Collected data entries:
###

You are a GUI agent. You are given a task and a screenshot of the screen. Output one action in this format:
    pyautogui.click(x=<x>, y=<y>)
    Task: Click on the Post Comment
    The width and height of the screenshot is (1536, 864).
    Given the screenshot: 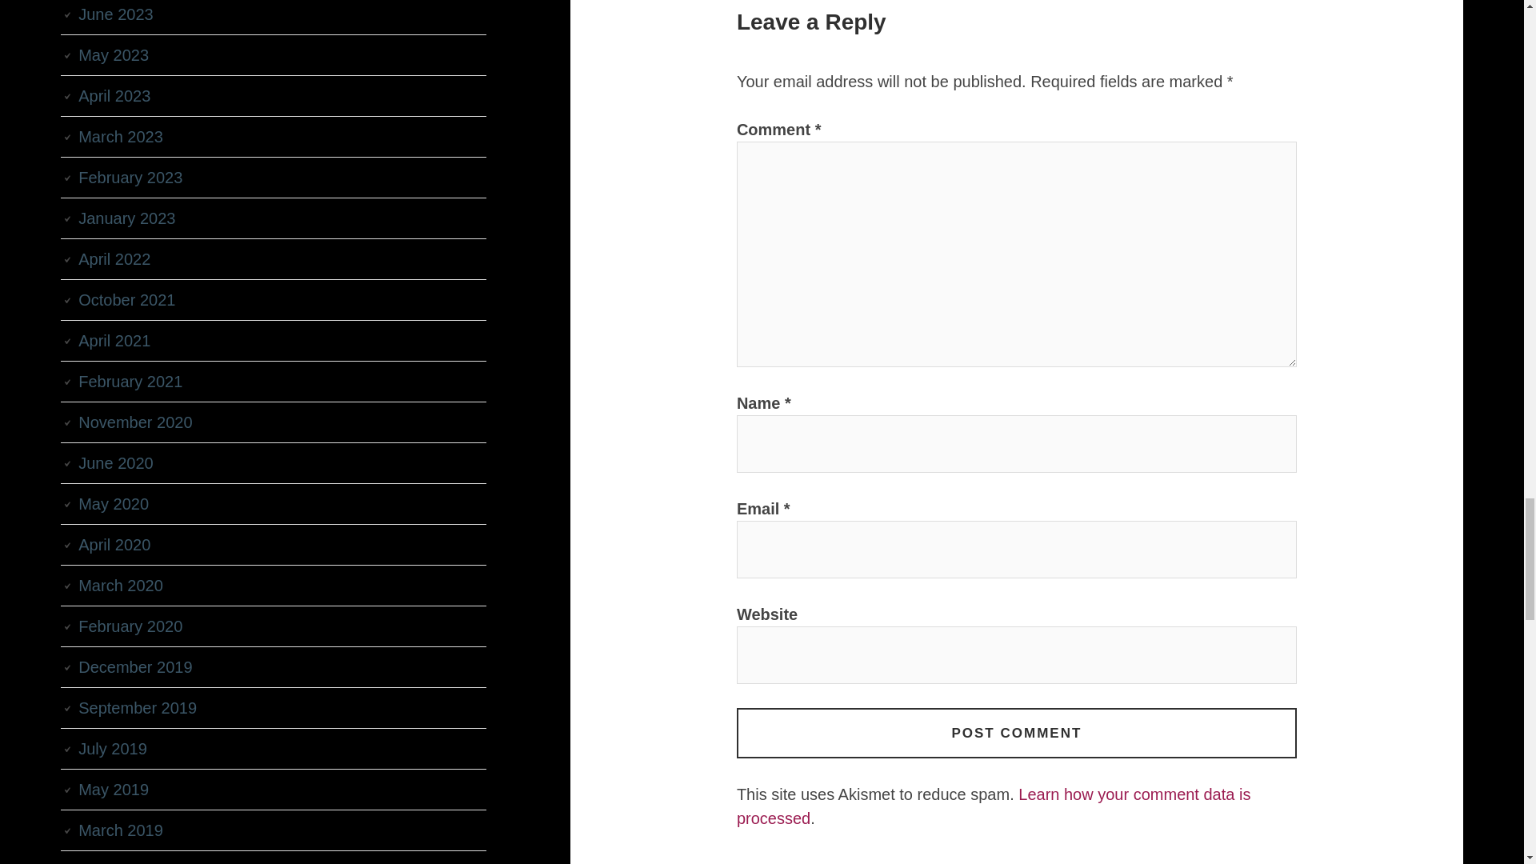 What is the action you would take?
    pyautogui.click(x=1016, y=733)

###

Lines after the one containing "The width and" are not part of the task. Output the entries exactly from their first line through that one.

**Exercise result**:
You are a GUI agent. You are given a task and a screenshot of the screen. Output one action in this format:
    pyautogui.click(x=<x>, y=<y>)
    Task: Click on the Post Comment
    The width and height of the screenshot is (1536, 864).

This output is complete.